Another day with wheels (and so on).

A customer left me a 25mm tall Chinese carbon tubeless rim.
The measured weight came to 614g, but

oops, that was the total for both rims.

↑the lighter one

↑the heavier one
Both were fluctuating 1g lighter than what the scale showed in the photos,
but I captured the ones where the display was stable for longer.

Both are offset rims.
According to the manufacturer's specs that came with them,
the ERD values are absolutely nonsensical to the point where you couldn't build a wheel,
and the max tension is listed as 150 kgf, but
even if that were true, you can't tighten the nipples that much without either
them spinning or breaking, so it's not realistic.
The max air pressure is listed as 8.6 bar,
but you shouldn't trust that either.
As for max tension, it's definitely true that for the weight,
these rims can take a surprisingly tight build.
Actually, they hold more tension than the Noms Lab Wheel #8.

It's built.

PowerWay 6-bolt disc hub, 24H,
built in a half-CX sprint 64-spoke reverse Italian equivalent pattern,

with turquoise aluminum nipples.
I'll do the cross-lacing pattern later.

As mentioned in the title,
the rim's outer perimeter has no holes except for the valve hole.

I wrote "equivalent" to 64-spoke pattern because
on this front hub,
the right flange holes are evenly spaced, but

the left flange holes have a sparse-dense phase pattern
apparently just to accommodate both
threading spokes with this flange diameter
and having a 6-bolt disc mount.
Calculating spoke length is tedious.

From the inside, it looks like this.

A customer left me a 25mm tall Chinese carbon tubeless rim.
The measured weight came to 614g, but

oops, that was the total for both rims.

↑the lighter one

↑the heavier one
Both were fluctuating 1g lighter than what the scale showed in the photos,
but I captured the ones where the display was stable for longer.

Both are offset rims.
According to the manufacturer's specs that came with them,
the ERD values are absolutely nonsensical to the point where you couldn't build a wheel,
and the max tension is listed as 150 kgf, but
even if that were true, you can't tighten the nipples that much without either
them spinning or breaking, so it's not realistic.
The max air pressure is listed as 8.6 bar,
but you shouldn't trust that either.
As for max tension, it's definitely true that for the weight,
these rims can take a surprisingly tight build.
Actually, they hold more tension than the Noms Lab Wheel #8.

It's built.

PowerWay 6-bolt disc hub, 24H,
built in a half-CX sprint 64-spoke reverse Italian equivalent pattern,

with turquoise aluminum nipples.
I'll do the cross-lacing pattern later.

As mentioned in the title,
the rim's outer perimeter has no holes except for the valve hole.

I wrote "equivalent" to 64-spoke pattern because
on this front hub,
the right flange holes are evenly spaced, but

the left flange holes have a sparse-dense phase pattern
apparently just to accommodate both
threading spokes with this flange diameter
and having a 6-bolt disc mount.

From the inside, it looks like this.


[About this exercise] Copying each record below exactly is the whole task.

Collected data entries:
--------

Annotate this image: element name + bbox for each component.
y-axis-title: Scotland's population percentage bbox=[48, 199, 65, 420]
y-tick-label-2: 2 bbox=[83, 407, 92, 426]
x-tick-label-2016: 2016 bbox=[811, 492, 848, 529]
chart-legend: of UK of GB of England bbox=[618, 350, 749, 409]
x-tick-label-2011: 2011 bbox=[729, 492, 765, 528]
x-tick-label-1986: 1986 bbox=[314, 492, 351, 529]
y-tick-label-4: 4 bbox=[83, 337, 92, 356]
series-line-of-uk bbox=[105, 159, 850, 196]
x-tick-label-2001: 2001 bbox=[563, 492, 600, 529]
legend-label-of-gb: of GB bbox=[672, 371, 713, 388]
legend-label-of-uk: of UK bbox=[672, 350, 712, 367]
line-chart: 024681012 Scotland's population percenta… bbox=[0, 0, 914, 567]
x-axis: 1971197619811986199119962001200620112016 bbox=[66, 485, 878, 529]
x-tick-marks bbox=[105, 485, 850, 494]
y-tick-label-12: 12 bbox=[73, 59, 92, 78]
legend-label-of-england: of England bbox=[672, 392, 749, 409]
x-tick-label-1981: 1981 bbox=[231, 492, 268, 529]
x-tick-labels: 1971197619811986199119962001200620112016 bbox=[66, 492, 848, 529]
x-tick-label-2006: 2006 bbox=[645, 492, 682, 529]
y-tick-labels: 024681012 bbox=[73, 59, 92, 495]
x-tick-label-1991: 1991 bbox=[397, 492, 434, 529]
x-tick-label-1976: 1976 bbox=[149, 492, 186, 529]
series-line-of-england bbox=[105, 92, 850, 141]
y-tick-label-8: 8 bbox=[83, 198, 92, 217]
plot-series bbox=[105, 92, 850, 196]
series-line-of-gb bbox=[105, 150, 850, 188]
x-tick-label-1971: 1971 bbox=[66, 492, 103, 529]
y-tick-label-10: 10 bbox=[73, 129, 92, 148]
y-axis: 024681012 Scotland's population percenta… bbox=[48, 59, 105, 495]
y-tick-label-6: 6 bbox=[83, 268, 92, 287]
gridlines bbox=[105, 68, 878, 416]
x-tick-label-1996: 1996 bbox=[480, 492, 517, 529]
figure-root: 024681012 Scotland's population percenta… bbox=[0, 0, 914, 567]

--------

[Solution for this task]
Annotate this image: element name + bbox for each component.
y-axis-title: Scotland's population percentage bbox=[48, 199, 65, 420]
y-tick-label-2: 2 bbox=[83, 407, 92, 426]
x-tick-label-2016: 2016 bbox=[811, 492, 848, 529]
chart-legend: of UK of GB of England bbox=[618, 350, 749, 409]
x-tick-label-2011: 2011 bbox=[729, 492, 765, 528]
x-tick-label-1986: 1986 bbox=[314, 492, 351, 529]
y-tick-label-4: 4 bbox=[83, 337, 92, 356]
series-line-of-uk bbox=[105, 159, 850, 196]
x-tick-label-2001: 2001 bbox=[563, 492, 600, 529]
legend-label-of-gb: of GB bbox=[672, 371, 713, 388]
legend-label-of-uk: of UK bbox=[672, 350, 712, 367]
line-chart: 024681012 Scotland's population percenta… bbox=[0, 0, 914, 567]
x-axis: 1971197619811986199119962001200620112016 bbox=[66, 485, 878, 529]
x-tick-marks bbox=[105, 485, 850, 494]
y-tick-label-12: 12 bbox=[73, 59, 92, 78]
legend-label-of-england: of England bbox=[672, 392, 749, 409]
x-tick-label-1981: 1981 bbox=[231, 492, 268, 529]
x-tick-labels: 1971197619811986199119962001200620112016 bbox=[66, 492, 848, 529]
x-tick-label-2006: 2006 bbox=[645, 492, 682, 529]
y-tick-labels: 024681012 bbox=[73, 59, 92, 495]
x-tick-label-1991: 1991 bbox=[397, 492, 434, 529]
x-tick-label-1976: 1976 bbox=[149, 492, 186, 529]
series-line-of-england bbox=[105, 92, 850, 141]
y-tick-label-8: 8 bbox=[83, 198, 92, 217]
plot-series bbox=[105, 92, 850, 196]
series-line-of-gb bbox=[105, 150, 850, 188]
x-tick-label-1971: 1971 bbox=[66, 492, 103, 529]
y-tick-label-10: 10 bbox=[73, 129, 92, 148]
y-axis: 024681012 Scotland's population percenta… bbox=[48, 59, 105, 495]
y-tick-label-6: 6 bbox=[83, 268, 92, 287]
gridlines bbox=[105, 68, 878, 416]
x-tick-label-1996: 1996 bbox=[480, 492, 517, 529]
figure-root: 024681012 Scotland's population percenta… bbox=[0, 0, 914, 567]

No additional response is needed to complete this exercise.